Dar es Salaam. A representative suit was filed at the East African Court of Justice (EACJ) by members of the Ngorongoro Maasai community in an attempt to force the government of Tanzania to respect their right to property, right to life and livelihood and cultural and spiritual rights by abandoning its plan to “forcefully evict” them from their “ancestral land” of Ngorongoro.
A representative suit is a suit that is filed by one or more persons on behalf of themselves and others having the same interest in the suit. In this case, the suit was filed by Mr Thadeus Clamian, a Tanzanian national of Maasai origin.
The news of the suit comes at a time when authorities are determined to move the remaining people from Ngorongoro to the designated area of Msomera, a village within the district of Handeni, Tanga region.
The government says the exercise is a voluntary one and a family “relocating” to Msomera is paid compensation for the house that is being left; a three-bedroom modern house that has been constructed by the government; mattresses and other important domestic equipment.
As of June 9, 2022, about 293 households with 1,497 persons had already registered for the “voluntary relocation,” Prime Minister Kassim Majaliwa told the parliament on June 30, 2022, when moving a motion to postpone the parliamentary budget session.
But in the suit the native people of Ngorongoro have slammed the exercise as “forceful,” citing the lack of participation of the local communities as well as the transferring of development projects from Ngorongoro to Handeni.
In their suit against Tanzania’s Attorney General, the Maasai people explain that Ngorongoro is their “only home, seasonal and cyclic use for their livelihoods, cultural and spiritual purposes.”
They say their ancestors from time immemorial have used Ngorongoro to lead a pastoral way of life, using the available natural resources, taking care of their cattle and the area of land to practice a nomadic lifestyle, living in balance with nature “without breaching any of the provisions of environmental law.”
The government’s “relocation” exercise is based on the argument that increased human and pastoral activities within Ngorongoro risk destroying the UNESCO-inscribed World Heritage Site, seeing moving people from the land as the only way to prevent that from happening.
The government also says that the exercise will serve the best interests of the Maasai by ensuring that they no longer risk their own lives by living side-by-side with wild animals that conservationists have claimed of being responsible for a number of fatalities.
But the Maasai, in their EACJ suit, claim that these arguments fail to convince them to get out of the land that they have for centuries used to practice cultural and religious activities, including rites of passage ceremonies and communicate to their God.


• **Problem to solve**: In the material below, print every line exactly and omit the pictures.

• **Material for this task**:
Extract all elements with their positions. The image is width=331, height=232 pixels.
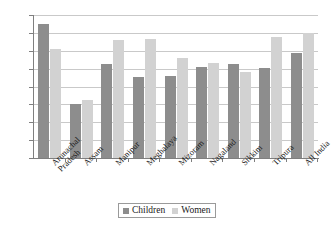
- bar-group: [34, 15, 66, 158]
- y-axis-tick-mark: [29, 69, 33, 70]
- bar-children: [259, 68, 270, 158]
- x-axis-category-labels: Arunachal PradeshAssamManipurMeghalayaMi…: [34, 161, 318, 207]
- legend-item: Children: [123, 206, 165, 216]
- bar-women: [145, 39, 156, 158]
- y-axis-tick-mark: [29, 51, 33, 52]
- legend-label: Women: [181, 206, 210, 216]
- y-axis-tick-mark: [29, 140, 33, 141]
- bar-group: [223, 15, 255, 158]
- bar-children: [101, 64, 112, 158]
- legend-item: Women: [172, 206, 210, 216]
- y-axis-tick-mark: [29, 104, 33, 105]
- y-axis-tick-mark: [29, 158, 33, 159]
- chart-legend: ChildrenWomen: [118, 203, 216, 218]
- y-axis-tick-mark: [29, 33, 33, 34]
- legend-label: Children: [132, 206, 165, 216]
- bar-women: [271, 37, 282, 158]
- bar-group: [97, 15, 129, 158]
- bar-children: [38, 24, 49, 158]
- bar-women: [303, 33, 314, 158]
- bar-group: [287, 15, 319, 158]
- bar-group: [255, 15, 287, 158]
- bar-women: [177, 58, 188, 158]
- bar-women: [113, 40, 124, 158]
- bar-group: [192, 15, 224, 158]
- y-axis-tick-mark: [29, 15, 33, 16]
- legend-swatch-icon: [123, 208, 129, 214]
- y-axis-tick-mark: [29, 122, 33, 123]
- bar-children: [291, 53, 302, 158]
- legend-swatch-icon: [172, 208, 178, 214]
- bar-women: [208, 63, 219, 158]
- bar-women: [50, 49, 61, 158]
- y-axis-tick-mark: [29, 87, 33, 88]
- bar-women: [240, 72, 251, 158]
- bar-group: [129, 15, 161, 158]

• **Task result**:
Extract all elements with their positions. The image is width=331, height=232 pixels.
- bar-group: [34, 15, 66, 158]
- y-axis-tick-mark: [29, 69, 33, 70]
- bar-children: [259, 68, 270, 158]
- x-axis-category-labels: Arunachal PradeshAssamManipurMeghalayaMi…: [34, 161, 318, 207]
- legend-item: Children: [123, 206, 165, 216]
- bar-women: [145, 39, 156, 158]
- y-axis-tick-mark: [29, 51, 33, 52]
- legend-label: Women: [181, 206, 210, 216]
- y-axis-tick-mark: [29, 140, 33, 141]
- bar-group: [223, 15, 255, 158]
- bar-children: [101, 64, 112, 158]
- legend-item: Women: [172, 206, 210, 216]
- y-axis-tick-mark: [29, 104, 33, 105]
- y-axis-tick-mark: [29, 158, 33, 159]
- chart-legend: ChildrenWomen: [118, 203, 216, 218]
- y-axis-tick-mark: [29, 33, 33, 34]
- legend-label: Children: [132, 206, 165, 216]
- bar-women: [271, 37, 282, 158]
- bar-group: [97, 15, 129, 158]
- bar-children: [38, 24, 49, 158]
- bar-women: [303, 33, 314, 158]
- bar-group: [287, 15, 319, 158]
- bar-group: [255, 15, 287, 158]
- bar-women: [177, 58, 188, 158]
- bar-women: [113, 40, 124, 158]
- bar-group: [192, 15, 224, 158]
- y-axis-tick-mark: [29, 15, 33, 16]
- legend-swatch-icon: [123, 208, 129, 214]
- y-axis-tick-mark: [29, 122, 33, 123]
- bar-children: [291, 53, 302, 158]
- legend-swatch-icon: [172, 208, 178, 214]
- bar-women: [208, 63, 219, 158]
- bar-women: [50, 49, 61, 158]
- y-axis-tick-mark: [29, 87, 33, 88]
- bar-women: [240, 72, 251, 158]
- bar-group: [129, 15, 161, 158]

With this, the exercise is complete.